Raidon

A nger.

It coils tight in Raidon’s chest—a venomous thing slithering through his veins, constricting his chest like barbed wire. It thrums in his skull, the pressure so sharp he fears it might split him in two. With his jaw locked, pain snapping at his temple, he clenches his fist, nails digging into his palm until the scent of copper tings the air.

There’s a body at his feet, mangled beyond recognition. Abbey Markov, the soldier who ran away with his ledger, the same one he has been turning Russia upside down, searching for. He was the only lead he had. Now he’s dead.

But no, his death isn’t the reason his vision is currently blurring at the edges. That isn’t why his breath is razor sharp, pulse hammering like a war drum. He can barely even register the body, or the negative impact of his death…the danger that looms ahead.

He’s furious, not because his vengeful brother, while in charge last night, killed the soldier who could have led them to the stolen ledger.

Not at all.

He’s angry because he touched her. Kael touched her. Veronica.

And she wasn’t his to touch. Yet he was inside her last night, felt her in a way Raidon never did. That thought alone festers inside him, filling him with a possessiveness he never realized he was capable of.

The moment should have been his. She should have been his first.

If she moaned, it was supposed to be for him. If a name slipped out of her lips as she unraveled with pleasure, it should be his name. It should have been his name. But Kael took it. It was sacred, the memories should have been his, yet Kael took it.

The idea sickens him. Jealousy burns through his veins.

A muscle feathers in his jaw, his breath slow, controlled, forced—because if he lets go, if he so much as exhales wrong, the fury might devour him whole.

No matter how he tries to shut his eyes to the image, he can’t help but picture it, imagine it—Kael’s hands all over her, his naked body pressed to her naked one, his name on her fucking tongue.

The image sickens him. Sends something dangerous crawling beneath his skin. It fuels him with something—a desperate need to rewrite what Kael did. To erase him. To take back what he stole.

Over the years, Kael has stolen a great deal from him, and he allowed it. His choices. His control. But not this.

This? No, it’s unforgivable.

“How did this happen?” Finally, he asks about the body at his feet, his voice calm, betraying the chaos in his head. He already knows what happened to the soldier. Who killed him. But maybe if someone else says it out loud, the story will be different.
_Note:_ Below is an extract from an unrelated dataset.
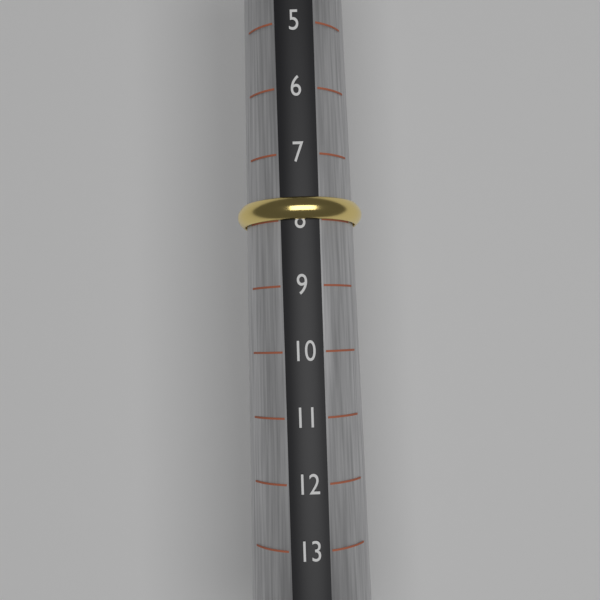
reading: 8 (no unit)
Alex Sokolov, his second-in-command, steps forward, stiff-back. His gaze flickers to the corpse, then to Raidon. “I returned late into the night with him, boss. Sent you a message that I was back, but before you got here, I had to go check on some suspicious activity at the port. When I got back—” he gestures at what’s left of Abbey Markov. “He was like this.”

Silence thickens.

The soldier hesitates. “The boys said you were pissed that he was withholding information. So…you handled it.”

“What time?” Raidon grinds out.

“Around eleven, sir.”

Raidon’s pulse stutters.

Eleven.

Kael slit a man’s throat, severed his Achilles tendons, shattered his fingers into splintered bones, then went back upstairs and fucked her like nothing happened, held her with the same hands that were soiled with another man’s blood, and made her call his name.

His stomach lurches.

Kael’s signature is carved into the corpse, deep and unmistakable. A message in blood and torn flesh.
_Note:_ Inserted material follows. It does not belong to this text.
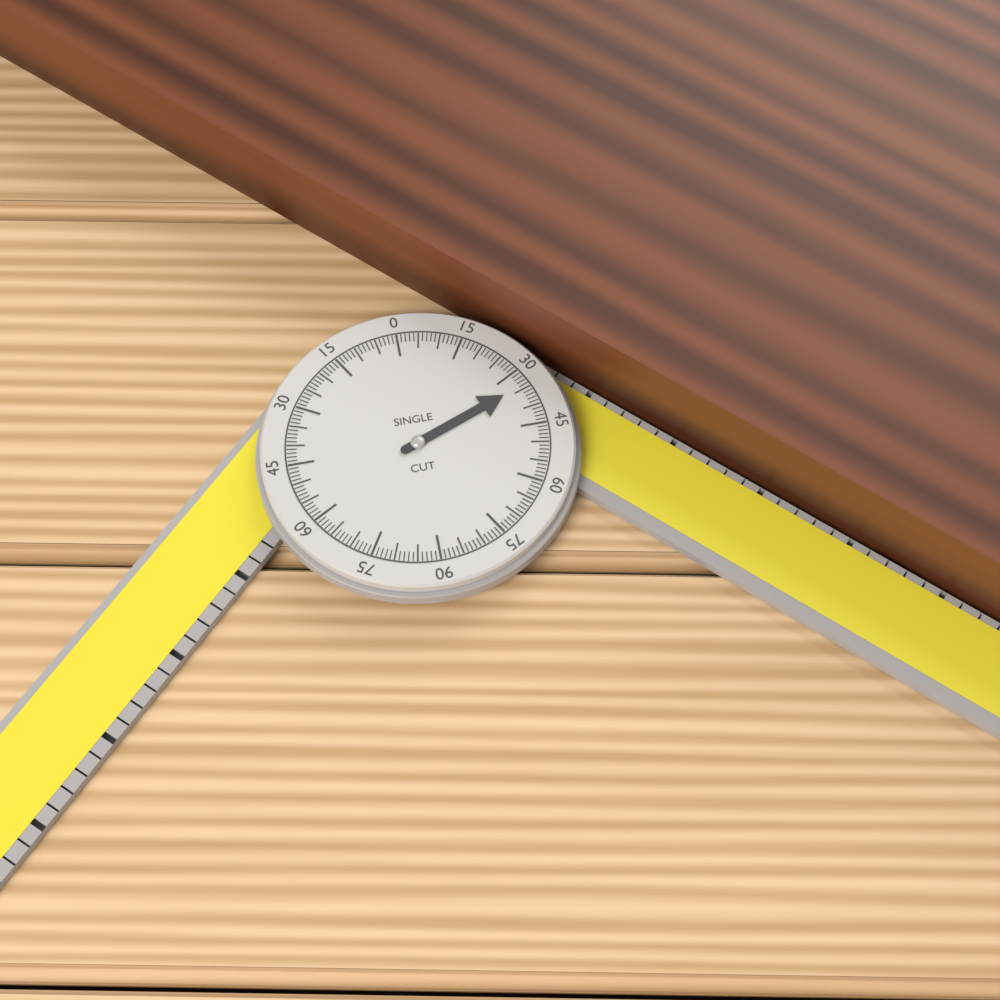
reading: 34 °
Raidon inhales sharply, but air does nothing to cool the fire licking at his insides.

He should care about Abbey Markov. Should care about the stolen ledger and what it could do to his empire.

But he doesn’t. Not nearly as much as he should.

All he can think about is Kael’s hands on her skin.

His fingers twitch, a violent itch traveling up his arm, a need he’s never felt before. Not like this. Not this consuming, this raw. He has never wanted to kill before, never wanted to destroy someone completely as much as he does now.

“He was a soldier after all,” he murmurs, his voice eerily even as he turns his back to the body. “Bury him like one.”

When he begins to head out of the torture chamber, weaving his way through curves and arches of his manor, he has no clue where else to go other than to her.

He needs to see her.

She mustn’t harbor any thought of leaving him. He was at war with himself before, to be selfish and keep her, or do the honorable thing of letting her go?

But not anymore.

He has decided to be selfish. To claim what belongs to him.

And that’s her.

As for Kael, he’s done condoning him. He’s done trying to right the wrongs he committed when his heart had barely developed in his mother’s womb.

He’s done giving him chances.

Bonds will be severed. Fight for power will ensue, blood might even spill. Someone must have the ultimate control. And that someone won’t be Kael.